Run a roster of four agents in a single workflow without the wheels coming off

An agent team with well-defined handoffs produces the same multi-step result end-to-end in one minute that a four-person human team takes a full meeting to coordinate, and the agent team doesn't need a meeting.

You tried to chain four agents together and the output of each one contaminated the input of the next until the final agent produced garbage.

Opening thesis

You will run a roster of four agents in a single workflow without the wheels coming off, taking a raw product brief and producing a finished technical spec with architecture decisions, an API contract, and a test plan. An agent team with well-defined handoffs produces the same multi-step result end-to-end in one minute that a four-person human team takes a full meeting to coordinate, and the agent team doesn't need a meeting. Each agent receives typed input, produces typed output, and passes a clean baton to the next without the chain coming apart.

Before

You chained four Claude calls together in a script. The first agent wrote a decent requirements summary. The second agent received the full chat history plus the summary plus its own system prompt, and it started hallucinating requirements that were never in the brief. By agent three the context window was half-consumed by repeated instructions. Agent four produced an API contract that contradicted the architecture from agent two, because agent four never saw agent two's output cleanly. It saw a blob. You tried adding "IGNORE PREVIOUS INSTRUCTIONS" markers. That made it worse. You tried trimming context manually. That broke the chain. You gave up and scheduled a meeting with three other humans. The meeting took fifty-five minutes and you still left with action items nobody tracked.

Architecture

The system uses Inngest as a step-based orchestrator for a four-step workflow. Each step calls the Anthropic Messages API with a dedicated system prompt and a typed payload. The orchestrator handles retries, step isolation, and observability. No agent sees another agent's system prompt. Each agent sees only the structured output of the previous agent.

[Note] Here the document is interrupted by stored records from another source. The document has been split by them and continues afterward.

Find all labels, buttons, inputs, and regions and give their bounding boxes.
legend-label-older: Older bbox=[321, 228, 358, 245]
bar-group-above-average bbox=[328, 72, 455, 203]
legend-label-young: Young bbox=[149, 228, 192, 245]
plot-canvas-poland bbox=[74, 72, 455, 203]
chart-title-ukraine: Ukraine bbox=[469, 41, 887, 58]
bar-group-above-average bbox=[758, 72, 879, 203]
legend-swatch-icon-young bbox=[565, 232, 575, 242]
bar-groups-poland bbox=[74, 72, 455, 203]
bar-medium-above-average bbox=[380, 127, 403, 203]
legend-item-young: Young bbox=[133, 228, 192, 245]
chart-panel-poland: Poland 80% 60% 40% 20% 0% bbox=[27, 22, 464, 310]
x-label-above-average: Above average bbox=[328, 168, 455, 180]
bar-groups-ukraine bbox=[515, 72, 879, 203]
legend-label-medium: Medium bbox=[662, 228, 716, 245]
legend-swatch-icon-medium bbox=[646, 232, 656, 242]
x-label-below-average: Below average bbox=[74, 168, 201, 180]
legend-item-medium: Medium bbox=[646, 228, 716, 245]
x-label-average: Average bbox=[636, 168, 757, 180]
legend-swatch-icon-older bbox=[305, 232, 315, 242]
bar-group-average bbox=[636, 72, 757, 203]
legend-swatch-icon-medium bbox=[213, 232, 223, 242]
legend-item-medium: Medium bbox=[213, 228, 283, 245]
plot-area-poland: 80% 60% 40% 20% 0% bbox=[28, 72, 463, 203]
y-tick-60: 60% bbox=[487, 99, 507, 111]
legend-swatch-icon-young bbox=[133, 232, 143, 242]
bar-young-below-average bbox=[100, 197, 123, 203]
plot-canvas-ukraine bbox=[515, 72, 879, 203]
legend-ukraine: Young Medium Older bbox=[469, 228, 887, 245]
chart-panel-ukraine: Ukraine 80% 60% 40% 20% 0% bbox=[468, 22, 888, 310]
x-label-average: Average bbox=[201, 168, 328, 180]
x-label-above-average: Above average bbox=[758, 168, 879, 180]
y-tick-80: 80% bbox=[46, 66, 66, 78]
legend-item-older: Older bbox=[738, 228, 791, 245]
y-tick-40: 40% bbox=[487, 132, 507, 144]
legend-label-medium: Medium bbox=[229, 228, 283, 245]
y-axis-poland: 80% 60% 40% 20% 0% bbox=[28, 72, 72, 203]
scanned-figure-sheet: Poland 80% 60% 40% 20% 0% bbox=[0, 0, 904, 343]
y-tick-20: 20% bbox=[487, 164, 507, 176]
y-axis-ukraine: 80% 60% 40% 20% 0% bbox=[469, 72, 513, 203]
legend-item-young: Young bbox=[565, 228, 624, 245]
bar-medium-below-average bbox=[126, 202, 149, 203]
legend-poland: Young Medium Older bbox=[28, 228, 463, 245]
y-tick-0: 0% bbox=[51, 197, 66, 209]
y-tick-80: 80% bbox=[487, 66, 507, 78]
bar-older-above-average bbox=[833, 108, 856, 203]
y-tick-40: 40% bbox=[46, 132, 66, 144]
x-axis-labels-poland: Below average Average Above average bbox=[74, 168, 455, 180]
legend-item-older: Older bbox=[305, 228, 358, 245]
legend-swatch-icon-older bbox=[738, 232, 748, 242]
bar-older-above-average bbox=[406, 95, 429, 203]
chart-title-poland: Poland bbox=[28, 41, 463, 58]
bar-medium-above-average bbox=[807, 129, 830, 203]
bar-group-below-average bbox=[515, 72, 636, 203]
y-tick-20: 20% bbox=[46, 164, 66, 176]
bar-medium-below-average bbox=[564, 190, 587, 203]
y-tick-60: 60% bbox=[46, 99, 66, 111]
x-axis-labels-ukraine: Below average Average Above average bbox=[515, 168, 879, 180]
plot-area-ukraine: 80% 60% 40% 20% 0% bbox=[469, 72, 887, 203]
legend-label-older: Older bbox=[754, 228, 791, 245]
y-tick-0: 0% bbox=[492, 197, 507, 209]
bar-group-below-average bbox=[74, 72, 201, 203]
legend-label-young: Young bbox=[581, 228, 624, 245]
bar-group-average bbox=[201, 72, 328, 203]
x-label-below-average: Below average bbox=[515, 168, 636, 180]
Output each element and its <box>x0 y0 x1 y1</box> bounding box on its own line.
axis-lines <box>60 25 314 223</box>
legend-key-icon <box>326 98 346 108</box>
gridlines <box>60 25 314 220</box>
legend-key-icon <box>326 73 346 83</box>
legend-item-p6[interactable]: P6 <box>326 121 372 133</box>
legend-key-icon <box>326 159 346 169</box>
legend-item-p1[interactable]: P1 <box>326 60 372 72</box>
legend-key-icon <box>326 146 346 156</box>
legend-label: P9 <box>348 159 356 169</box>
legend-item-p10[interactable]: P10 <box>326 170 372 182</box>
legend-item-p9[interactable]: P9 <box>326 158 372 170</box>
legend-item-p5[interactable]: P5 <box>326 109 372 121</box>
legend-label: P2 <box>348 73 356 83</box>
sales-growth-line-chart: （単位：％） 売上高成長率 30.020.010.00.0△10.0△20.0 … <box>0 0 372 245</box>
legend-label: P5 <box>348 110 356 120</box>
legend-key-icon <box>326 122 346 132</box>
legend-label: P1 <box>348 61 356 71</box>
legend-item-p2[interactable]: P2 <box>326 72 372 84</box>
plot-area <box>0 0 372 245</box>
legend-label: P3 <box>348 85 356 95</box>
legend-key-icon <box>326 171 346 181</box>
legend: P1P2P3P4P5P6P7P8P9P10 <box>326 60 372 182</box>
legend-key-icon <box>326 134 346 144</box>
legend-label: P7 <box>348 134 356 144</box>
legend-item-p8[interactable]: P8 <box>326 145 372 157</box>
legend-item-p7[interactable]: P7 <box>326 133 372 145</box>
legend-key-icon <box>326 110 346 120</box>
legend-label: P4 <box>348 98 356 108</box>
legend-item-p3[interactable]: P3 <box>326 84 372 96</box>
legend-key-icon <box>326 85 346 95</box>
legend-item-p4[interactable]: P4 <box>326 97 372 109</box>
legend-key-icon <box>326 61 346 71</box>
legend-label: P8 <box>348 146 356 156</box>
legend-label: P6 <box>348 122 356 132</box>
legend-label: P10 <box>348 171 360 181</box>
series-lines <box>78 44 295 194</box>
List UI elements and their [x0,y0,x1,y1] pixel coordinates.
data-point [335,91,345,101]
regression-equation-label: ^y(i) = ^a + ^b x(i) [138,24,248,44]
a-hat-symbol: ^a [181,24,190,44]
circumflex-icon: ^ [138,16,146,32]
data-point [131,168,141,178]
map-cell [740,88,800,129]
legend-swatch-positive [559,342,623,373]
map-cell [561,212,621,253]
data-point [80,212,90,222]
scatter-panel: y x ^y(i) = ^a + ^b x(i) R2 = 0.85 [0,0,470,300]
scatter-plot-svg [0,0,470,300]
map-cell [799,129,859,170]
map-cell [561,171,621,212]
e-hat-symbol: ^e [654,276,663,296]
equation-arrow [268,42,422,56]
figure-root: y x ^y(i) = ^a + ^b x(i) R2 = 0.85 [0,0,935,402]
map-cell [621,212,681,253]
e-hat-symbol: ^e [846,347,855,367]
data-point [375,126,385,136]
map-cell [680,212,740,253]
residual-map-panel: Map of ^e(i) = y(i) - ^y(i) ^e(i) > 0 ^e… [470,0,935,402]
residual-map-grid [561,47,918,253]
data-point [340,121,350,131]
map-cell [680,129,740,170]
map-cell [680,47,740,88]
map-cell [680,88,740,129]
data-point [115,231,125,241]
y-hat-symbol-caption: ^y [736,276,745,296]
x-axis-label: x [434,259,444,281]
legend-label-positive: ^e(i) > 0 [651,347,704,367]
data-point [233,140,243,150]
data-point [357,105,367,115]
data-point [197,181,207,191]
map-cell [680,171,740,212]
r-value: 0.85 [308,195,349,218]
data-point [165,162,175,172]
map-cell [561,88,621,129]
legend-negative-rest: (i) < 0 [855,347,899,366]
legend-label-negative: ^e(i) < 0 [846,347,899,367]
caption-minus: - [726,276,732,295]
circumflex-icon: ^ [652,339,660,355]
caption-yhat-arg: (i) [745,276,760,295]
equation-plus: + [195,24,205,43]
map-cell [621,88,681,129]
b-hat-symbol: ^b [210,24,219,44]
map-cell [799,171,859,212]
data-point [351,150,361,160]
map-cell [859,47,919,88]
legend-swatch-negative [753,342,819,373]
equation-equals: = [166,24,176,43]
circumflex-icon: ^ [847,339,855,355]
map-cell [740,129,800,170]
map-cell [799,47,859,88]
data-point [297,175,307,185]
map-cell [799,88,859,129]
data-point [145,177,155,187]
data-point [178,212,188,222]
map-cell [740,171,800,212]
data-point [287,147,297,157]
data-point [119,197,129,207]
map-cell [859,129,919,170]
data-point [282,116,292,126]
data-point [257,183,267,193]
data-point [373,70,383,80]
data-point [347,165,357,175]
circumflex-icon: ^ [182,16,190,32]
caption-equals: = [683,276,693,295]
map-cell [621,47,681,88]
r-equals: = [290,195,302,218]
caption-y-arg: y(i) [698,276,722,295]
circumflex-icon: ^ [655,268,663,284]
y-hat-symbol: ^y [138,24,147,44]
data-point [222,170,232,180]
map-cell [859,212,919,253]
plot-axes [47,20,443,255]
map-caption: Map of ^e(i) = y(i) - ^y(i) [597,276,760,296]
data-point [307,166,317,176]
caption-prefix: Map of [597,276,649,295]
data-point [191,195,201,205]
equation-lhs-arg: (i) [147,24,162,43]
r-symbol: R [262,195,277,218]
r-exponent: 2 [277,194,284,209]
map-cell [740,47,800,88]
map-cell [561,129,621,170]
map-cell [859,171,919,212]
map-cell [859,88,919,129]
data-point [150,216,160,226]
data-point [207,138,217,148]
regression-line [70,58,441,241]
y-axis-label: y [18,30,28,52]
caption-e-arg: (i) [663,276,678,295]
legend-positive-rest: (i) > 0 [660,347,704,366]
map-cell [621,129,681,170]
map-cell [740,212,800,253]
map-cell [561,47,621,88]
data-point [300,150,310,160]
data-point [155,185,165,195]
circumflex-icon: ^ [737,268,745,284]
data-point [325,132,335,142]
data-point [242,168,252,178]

Four-agent spec-writing pipelineLinear workflow where each agent receives only the typed output of the previous step Nodes: Orchestrator Function (runs the four steps in sequence and stores intermediate results); Agent 1 (Requirements) (extracts structured requirements from a raw brief); Agent 2 (Architecture) (produces architecture decisions from requirements); Agent 3 (API Contract) (generates OpenAPI paths from architecture decisions); Agent 4 (Test Plan) (writes test cases from the API contract).Orchestrator Functionruns the four steps in sequence and stores intermediate resultsAgent 1 (Requirements)extracts structured requirements from a raw briefAgent 2 (Architecture)produces architecture decisions from requirementsAgent 3 (API Contract)generates OpenAPI paths from architecture decisionsAgent 4 (Test Plan)writes test cases from the API contract
  • Raw brief enters the orchestrator via event trigger
  • Orchestrator calls Agent 1, receives RequirementsOutput
  • Orchestrator calls Agent 2 with RequirementsOutput, receives ArchitectureOutput
  • Orchestrator calls Agent 3 with ArchitectureOutput, receives APIContractOutput
  • Orchestrator calls Agent 4 with APIContractOutput, receives TestPlanOutput
  • Orchestrator returns the combined typed result

Step-by-step implementation

1. Set up the project and install dependencies

Create a new Node.js project. Install the Inngest SDK and the Anthropic SDK. Both are on npm.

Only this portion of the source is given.